According to Watkins (in The American Heritage Dictionary of Indo-European Roots), the Germanic root of both shirt and skirt is *skurtaz, meaning “to cut”, from which he also derives the English adjective short. (The asterisk marks a reconstructed form.) A shirt and a skirt are short garments, garments that are cut off, and that’s the connection among these three words. We could also add the noun shorts, another cut off garment. (Compare the term “cut offs”.) So far we have shirt, skirt, short, and shorts as cognates all derived from a single Germanic root.
But there’s more. Watkins traces all these back to a Proto-Indo-European root *sker or *ker, which meant “to cut”. The form *sker produces several English words, all of which have something to do with cutting. These include shears and to shear, the share part of ploughshare, and to score, meaning “to cut”; you can cut notches in a piece of wood to keep score, and if you cut twenty notches you have a score. The idea of cutting is also found in the words scar, shards, and scrape (which leaves out the vowel between the “sk” and the “r”, in what is called the zero grade of the root).

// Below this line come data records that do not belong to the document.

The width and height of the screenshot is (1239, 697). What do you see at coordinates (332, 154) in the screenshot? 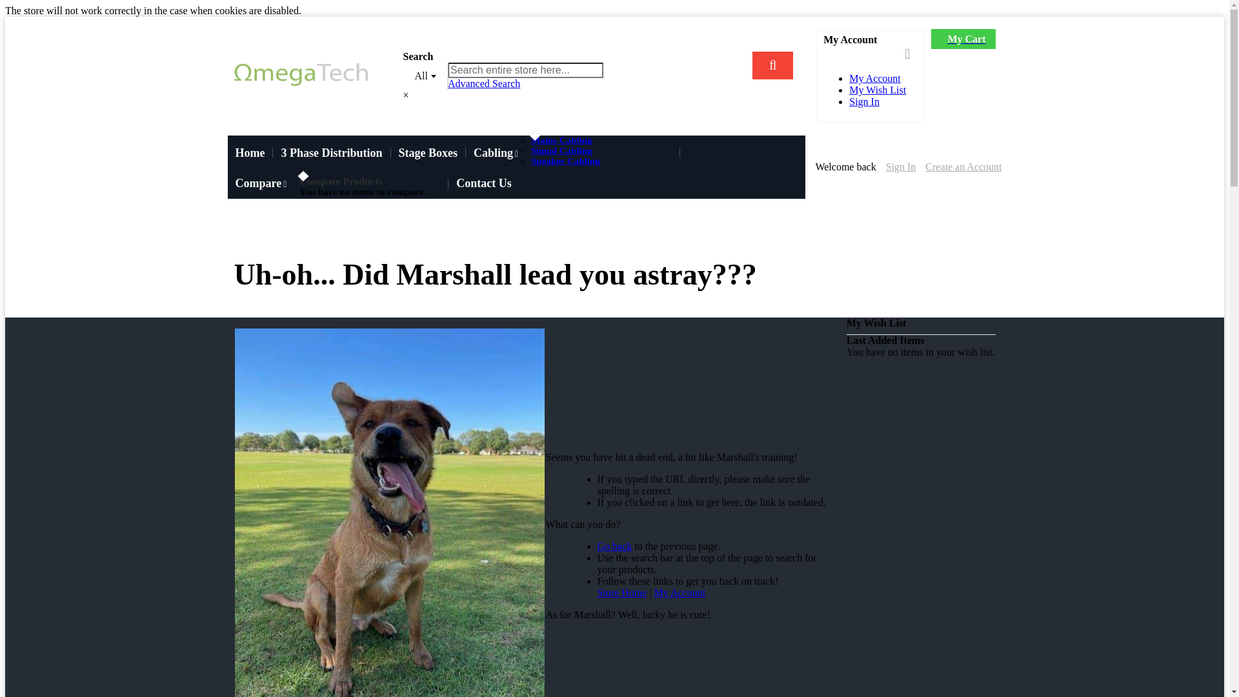
I see `3 Phase Distribution` at bounding box center [332, 154].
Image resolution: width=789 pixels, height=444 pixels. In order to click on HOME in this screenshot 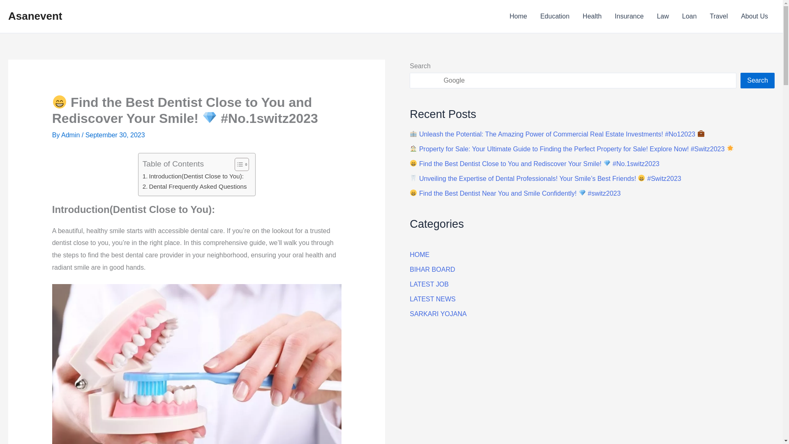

The *ker form of the root gives the Latin adjective curtus, “short”, from which French gets court and English gets curt and curtail. The form *ker, or a variant thereof, also gives cortex, which means “bark [of a tree]” in Latin—probably because the bark can be cut off the wood—and thus an outer surface, for instance, the cerebral cortex, which is the outer surface of the brain—the “bark” of the brain, so to speak. The *ker root also gives the Latin corium, which means “hide”, that is, the hide of an animal, and this gives the English excoriate; the literal meaning is “to take the hide off something” but the metaphorical meaning, which I think is more common, is “to criticize severely”, that is, as we say, to take the hide off someone.
Watkins notes a variant form of the root, *kar, which gives the Latin caro (genitive carnis), which means “flesh”—I suppose the connection is that flesh is something that gets cut—and this gives another group of English words, including carnage, carnal, carnation, carnivore, carnival, carrion, charnel, and crone. These are all members of the same etymological family that shirt and skirt and short belong to, but I would say they are distant relatives.
I find these etymological families fascinating and I will continue with another family or two in my next posts. As always, I welcome comments, responses, and questions.